Hotel bed linen is the new cool for school

Pupils at Klipheuwel Primary School received donations of shoes and 320 shirts made from linen.

An under-resourced Durbanville school has received more than 300 new shirts made from donated hotel bed linen.

Cape Town-based NPO Royal Kidz donated the 320 school shirts to children at the Klipheuwel Primary School as part of its Sheets for Shirts project.

The NPO’s founder Danolene Johannesen and her team visited the school earlier this month and also donated shoes, warm jackets, and stationery.

Royal Kidz previously donated 3 000 shirts to pupils in Cape Town and Johannesburg. The sheets were collected from Mariott International hotels.

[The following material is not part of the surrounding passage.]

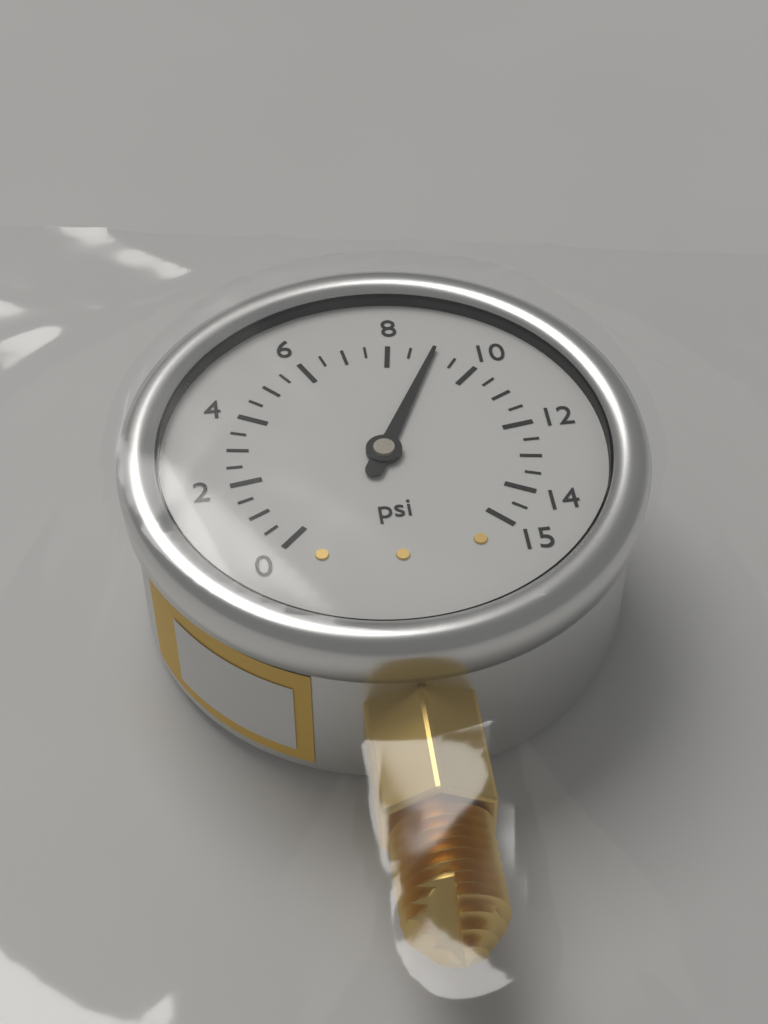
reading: 9.0 psi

“I feel very thankful to Royal Kidz for the donation given to us, which includes shirts, shoes and other supplies. We are very lucky. These will make me do my best,” said one of the pupils whom the school and donors asked us not to name.

Ms Johannesen said it had been Royal Kidz’s mission since 2013 to dignify children who go to schools without uniforms, or in ragged ones, and in broken or oversized and undersized shoes or even barefoot.

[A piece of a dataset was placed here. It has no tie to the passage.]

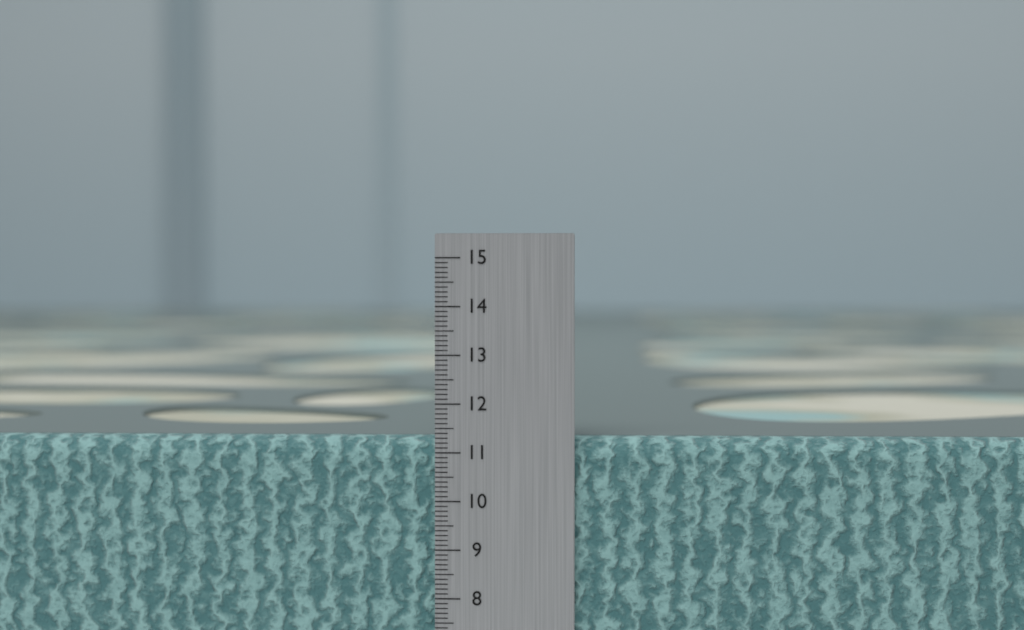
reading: 11.3 cm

“Vulnerable children at Klipheuwel Primary school in Durbanville are going to get a fairer shot at school life in 2021 with the recent donation of new school shirts, jackets, shoes and socks.”

The Sheets for Shirts initiative took off when Ms Johanessen saw an opportunity to “fashion kids school shirts from the white sheets”.

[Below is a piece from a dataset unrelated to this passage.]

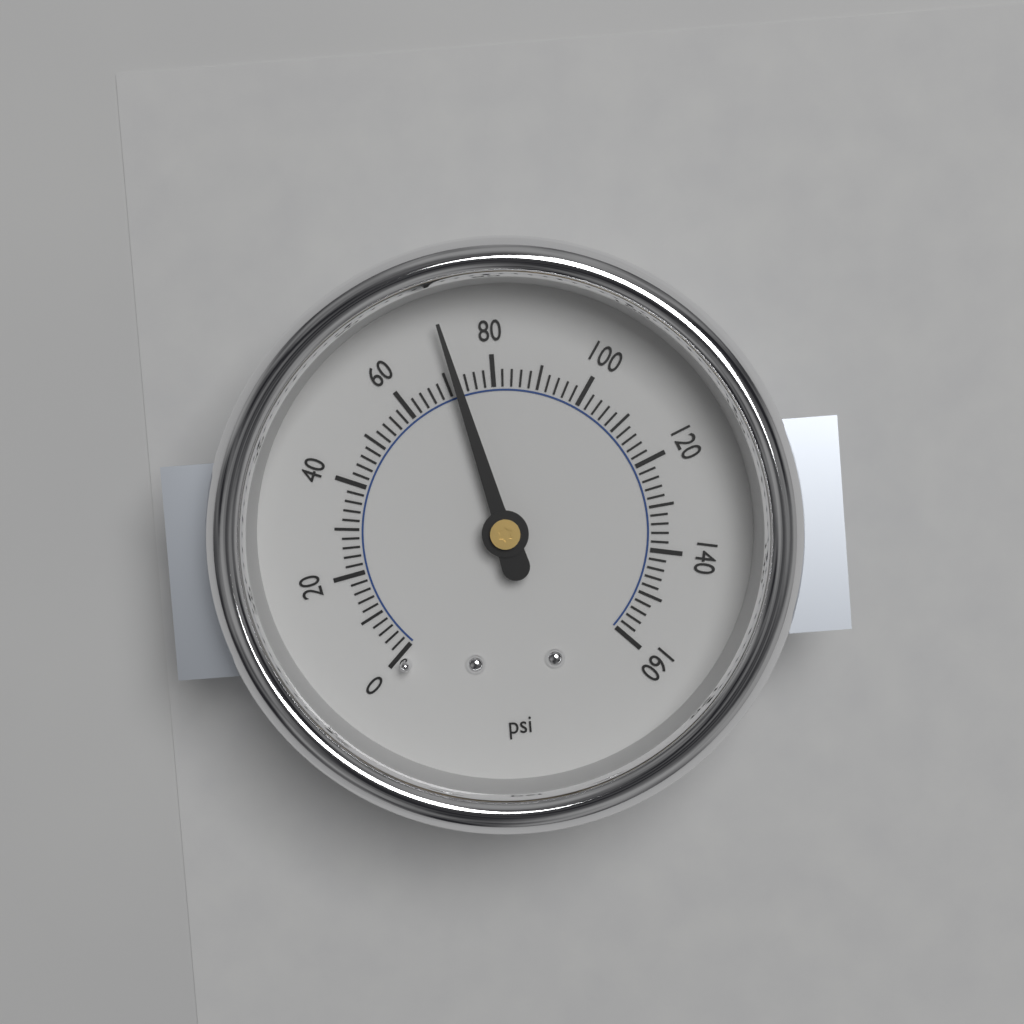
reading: 72 psi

She said about 700 sheets had been repurposed into more than 3000 school shirts.

The innovation led to the funding of R1.2 million by Marriott International Cape Town for Restore SA, a social enterprise that employs local seamstresses and sends 40 percent of its profits to fund the uniform project.

Restore SA makes the school shirts for the programme and other products for sale. The donation is also made possible by the Shoes for the Future project run by the Marriott Business Council for South Africa.

In a press statement Volker Heiden, Marriott International’s area vice president for Sub-Saharan Africa said: “It’s great to have a sustainable solution for our hotels’ bed sheets that also enables these children to feel self-confident in their school community.”